The protective bubble of the Earth's magnetic field typically deflects high-speed particles from the sun. But an onslaught of particles from a solar explosion can pop the outer layers of the bubble. "Right where the solar wind meets the magnetosphere, that boundary, you have a weak point in the magnetic field," Dorelli said.

The details of the popping, known as magnetic reconnection, remain mysterious. (The same process, on a much larger scale, generates the solar explosions known as coronal mass ejections.)

Charged particles in the solar wind, mostly electrons and protons traveling at about 1 million mph, generate a magnetic field as they move.
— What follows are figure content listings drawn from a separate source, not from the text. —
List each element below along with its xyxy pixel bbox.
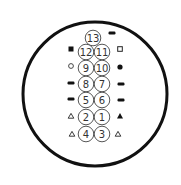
pin-12: 12 xyxy=(78,44,94,60)
pin-13: 13 xyxy=(85,30,101,46)
triangle-open-marker-icon xyxy=(115,131,121,136)
pin-label: 12 xyxy=(80,47,93,58)
pin-label: 3 xyxy=(99,129,105,140)
bar-marker-icon xyxy=(109,32,116,35)
bar-marker-icon xyxy=(118,99,125,102)
pin-label: 7 xyxy=(99,79,105,90)
connector-pinout-diagram: 13121191087562143 xyxy=(0,0,181,185)
pin-10: 10 xyxy=(94,60,110,76)
triangle-open-marker-icon xyxy=(69,131,75,136)
triangle-filled-marker-icon xyxy=(117,113,123,118)
pin-label: 10 xyxy=(96,63,109,74)
pin-1: 1 xyxy=(94,109,110,125)
pin-group: 13121191087562143 xyxy=(78,30,110,142)
square-filled-marker-icon xyxy=(69,47,74,52)
pin-label: 8 xyxy=(83,79,89,90)
circle-filled-marker-icon xyxy=(117,64,122,69)
pin-label: 11 xyxy=(96,47,109,58)
triangle-open-marker-icon xyxy=(68,113,74,118)
pin-label: 4 xyxy=(83,129,89,140)
pin-2: 2 xyxy=(78,109,94,125)
bar-marker-icon xyxy=(68,82,75,85)
pin-label: 9 xyxy=(83,63,89,74)
pin-label: 13 xyxy=(87,33,100,44)
circle-open-marker-icon xyxy=(69,64,74,69)
pin-label: 2 xyxy=(83,112,89,123)
pin-8: 8 xyxy=(78,76,94,92)
square-open-marker-icon xyxy=(118,47,123,52)
pin-11: 11 xyxy=(94,44,110,60)
pin-5: 5 xyxy=(78,92,94,108)
pin-4: 4 xyxy=(78,126,94,142)
pin-label: 1 xyxy=(99,112,105,123)
pin-9: 9 xyxy=(78,60,94,76)
pin-3: 3 xyxy=(94,126,110,142)
pin-7: 7 xyxy=(94,76,110,92)
pin-6: 6 xyxy=(94,92,110,108)
bar-marker-icon xyxy=(68,98,75,101)
bar-marker-icon xyxy=(118,83,125,86)
pin-label: 5 xyxy=(83,95,89,106)
pin-label: 6 xyxy=(99,95,105,106)
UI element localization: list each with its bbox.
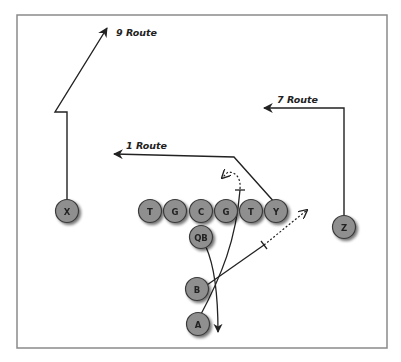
route-1-label: 1 Route: [126, 140, 168, 151]
svg-text:B: B: [194, 285, 200, 295]
route-7-label: 7 Route: [277, 94, 319, 105]
svg-text:T: T: [147, 207, 153, 217]
svg-text:Z: Z: [341, 223, 347, 233]
player-right-guard: G: [215, 200, 238, 223]
player-left-tackle: T: [139, 200, 162, 223]
play-diagram: 9 Route 7 Route 1 Route X T G C G T Y: [0, 0, 401, 362]
svg-text:QB: QB: [194, 233, 208, 243]
svg-text:Y: Y: [272, 207, 280, 217]
player-x: X: [56, 200, 79, 223]
player-left-guard: G: [164, 200, 187, 223]
svg-text:C: C: [198, 207, 204, 217]
route-9-label: 9 Route: [116, 27, 158, 38]
svg-text:G: G: [223, 207, 230, 217]
svg-text:A: A: [195, 320, 202, 330]
svg-text:X: X: [64, 207, 71, 217]
player-a: A: [187, 313, 210, 336]
player-qb: QB: [190, 226, 213, 249]
player-b: B: [186, 278, 209, 301]
player-z: Z: [333, 216, 356, 239]
svg-text:T: T: [248, 207, 254, 217]
player-y: Y: [265, 200, 288, 223]
player-center: C: [190, 200, 213, 223]
player-right-tackle: T: [240, 200, 263, 223]
svg-text:G: G: [172, 207, 179, 217]
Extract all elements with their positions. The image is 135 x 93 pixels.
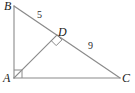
side-length-label-DC: 9 — [88, 41, 93, 51]
vertex-label-B: B — [4, 0, 11, 12]
segment-BC — [14, 6, 120, 78]
vertex-label-A: A — [3, 72, 10, 84]
side-length-label-BD: 5 — [37, 10, 42, 20]
segment-AD — [14, 35, 57, 78]
triangle-diagram-canvas — [0, 0, 135, 93]
vertex-label-C: C — [122, 72, 130, 84]
geometry-figure: B A C D 5 9 — [0, 0, 135, 93]
vertex-label-D: D — [58, 26, 67, 38]
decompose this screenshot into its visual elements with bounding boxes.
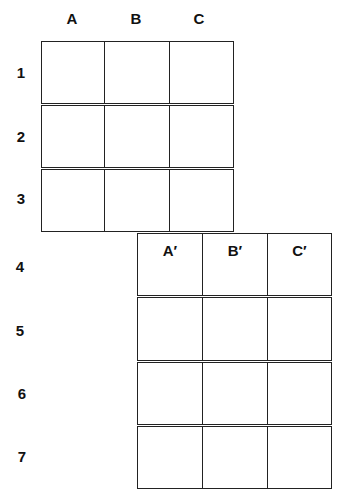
cell-c4: C′ xyxy=(267,233,332,296)
top-col-label-b: B xyxy=(131,11,142,26)
cell-c3 xyxy=(169,169,234,232)
cell-b6 xyxy=(202,362,268,425)
cell-c5 xyxy=(267,297,332,361)
cell-b1 xyxy=(104,41,170,104)
top-col-label-c: C xyxy=(194,11,205,26)
cell-b3 xyxy=(104,169,170,232)
row-label-6: 6 xyxy=(18,386,26,401)
bottom-col-label-a-prime: A′ xyxy=(138,242,202,259)
cell-b2 xyxy=(104,105,170,168)
cell-c7 xyxy=(267,426,332,489)
cell-a2 xyxy=(41,105,106,168)
cell-b5 xyxy=(202,297,268,361)
cell-b4: B′ xyxy=(202,233,268,296)
cell-a3 xyxy=(41,169,106,232)
cell-c6 xyxy=(267,362,332,425)
row-label-2: 2 xyxy=(17,129,25,144)
cell-c2 xyxy=(169,105,234,168)
bottom-col-label-c-prime: C′ xyxy=(268,242,331,259)
bottom-col-label-b-prime: B′ xyxy=(203,242,267,259)
cell-a4: A′ xyxy=(137,233,203,296)
cell-a7 xyxy=(137,426,203,489)
row-label-5: 5 xyxy=(16,323,24,338)
cell-b7 xyxy=(202,426,268,489)
row-label-7: 7 xyxy=(18,449,26,464)
cell-c1 xyxy=(169,41,234,104)
row-label-3: 3 xyxy=(17,191,25,206)
cell-a6 xyxy=(137,362,203,425)
cell-a5 xyxy=(137,297,203,361)
row-label-1: 1 xyxy=(17,65,25,80)
cell-a1 xyxy=(41,41,106,104)
row-label-4: 4 xyxy=(16,259,24,274)
top-col-label-a: A xyxy=(67,11,78,26)
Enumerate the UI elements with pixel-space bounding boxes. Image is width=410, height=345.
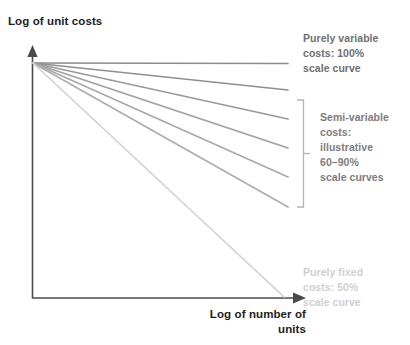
scale-curve-70 (33, 63, 288, 177)
y-axis-label: Log of unit costs (8, 14, 102, 29)
scale-curve-80 (33, 63, 288, 119)
annotation-purely-variable: Purely variable costs: 100% scale curve (303, 31, 378, 76)
scale-curve-50 (33, 63, 284, 297)
y-axis-arrowhead (27, 45, 37, 57)
scale-curve-100 (33, 63, 288, 64)
annotation-semi-variable: Semi-variable costs: illustrative 60–90%… (320, 110, 389, 185)
x-axis-label: Log of number of units (196, 307, 306, 337)
chart-canvas: Log of unit costs Log of number of units… (0, 0, 410, 345)
semi-variable-bracket (297, 100, 310, 207)
annotation-purely-fixed: Purely fixed costs: 50% scale curve (303, 265, 363, 310)
scale-curves-group (33, 63, 288, 297)
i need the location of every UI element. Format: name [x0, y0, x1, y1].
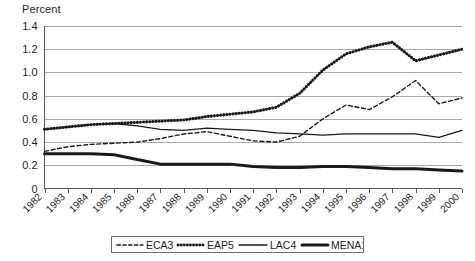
x-tick-label: 1994 — [299, 191, 323, 215]
chart-figure: Percent 00.20.40.60.81.01.21.4 198219831… — [0, 0, 475, 261]
legend-label-mena11: MENA11 — [331, 239, 363, 251]
y-tick-label: 0.6 — [22, 113, 37, 125]
series-line-eca3 — [45, 81, 463, 152]
y-tick-label: 0.8 — [22, 90, 37, 102]
x-tick-label: 1988 — [160, 191, 184, 215]
legend-label-eca3: ECA3 — [146, 239, 174, 251]
legend-content: ECA3EAP5LAC4MENA11 — [112, 237, 363, 252]
x-tick-label: 1998 — [392, 191, 416, 215]
y-tick-label: 0.2 — [22, 159, 37, 171]
x-axis-tick-labels: 1982198319841985198619871988198919901991… — [20, 191, 461, 215]
x-tick-label: 1984 — [67, 191, 91, 215]
x-tick-label: 1999 — [415, 191, 439, 215]
data-series-group — [45, 42, 463, 171]
x-tick-label: 1995 — [322, 191, 346, 215]
legend-label-eap5: EAP5 — [207, 239, 234, 251]
x-axis-tickmarks — [46, 189, 463, 193]
series-line-lac4 — [45, 124, 463, 138]
x-tick-label: 1983 — [44, 191, 68, 215]
y-tick-label: 0.4 — [22, 136, 37, 148]
series-line-eap5 — [45, 42, 463, 129]
plot-area: 00.20.40.60.81.01.21.4 19821983198419851… — [0, 0, 475, 261]
x-tick-label: 1989 — [183, 191, 207, 215]
y-tick-label: 1.2 — [22, 43, 37, 55]
y-tick-label: 1.4 — [22, 20, 37, 32]
chart-svg: 00.20.40.60.81.01.21.4 19821983198419851… — [0, 0, 475, 261]
x-tick-label: 1987 — [136, 191, 160, 215]
x-tick-label: 1985 — [90, 191, 114, 215]
legend-label-lac4: LAC4 — [270, 239, 296, 251]
x-tick-label: 1996 — [345, 191, 369, 215]
x-tick-label: 1982 — [20, 191, 44, 215]
x-tick-label: 1993 — [276, 191, 300, 215]
x-tick-label: 2000 — [438, 191, 462, 215]
y-axis-tick-labels: 00.20.40.60.81.01.21.4 — [22, 20, 37, 195]
series-line-mena11 — [45, 154, 463, 171]
y-tick-label: 1.0 — [22, 66, 37, 78]
x-tick-label: 1997 — [368, 191, 392, 215]
x-tick-label: 1986 — [113, 191, 137, 215]
x-tick-label: 1990 — [206, 191, 230, 215]
x-tick-label: 1991 — [229, 191, 253, 215]
chart-legend: ECA3EAP5LAC4MENA11 — [111, 236, 364, 253]
x-tick-label: 1992 — [252, 191, 276, 215]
If the direction of the field is opposite to that of Earth's field, the magnetic fields realign and partly merge as they near one another. That is similar to what happens when two bar magnets attract each other - the north pole of one is pulled toward the south pole of the other. In space, the realignment releases energy that accelerates and heats the cloud of charged particles, which scientists call plasma.

"It's sort of like pounding down on a tube of toothpaste," Dorelli said. "That thing just collapses very rapidly, and it squeezes the plasma out very rapidly."

When a giant solar explosion arrives at Earth, the squeezed particles race around the planet to the tail of the magnetic bubble over the night side. That sets off more magnetic reconnections, shooting particles back at Earth that induce electrical currents in the ground. The currents can flow into electrical transmission lines, potentially overloading transformers and causing continentwide blackouts.

The equations describing magnetic reconnection can be written simply but not solved. Even the biggest, fastest computers cannot establish what is going on. Thus, scientists are looking to the $1.1 billion Nasa mission to provide measurements to guide them.

"We're trying to find those hot spots out in space," Roy B. Torbert, deputy principal investigator for the mission, said at a news conference Wednesday at Kennedy Space Center in Florida. "We do not understand at all what causes the dissipation in plasmas."

During the two-year mission, four identical octagonal spacecraft, each weighing as much as a compact car, are to fly in a pyramid formation that will let them obtain three-dimensional pictures of the magnetic fields and plasma. The deluge of data could help scientists better predict the timing and effects of solar storms.

The spacecraft are stacked on top of an Atlas 5 rocket at Cape Canaveral Air Force Station in Florida.

The 30-minute launch window starts Thursday at 10:44 p.m., Eastern. Forecasts call for a 70 percent chance of conditions favorable for launching.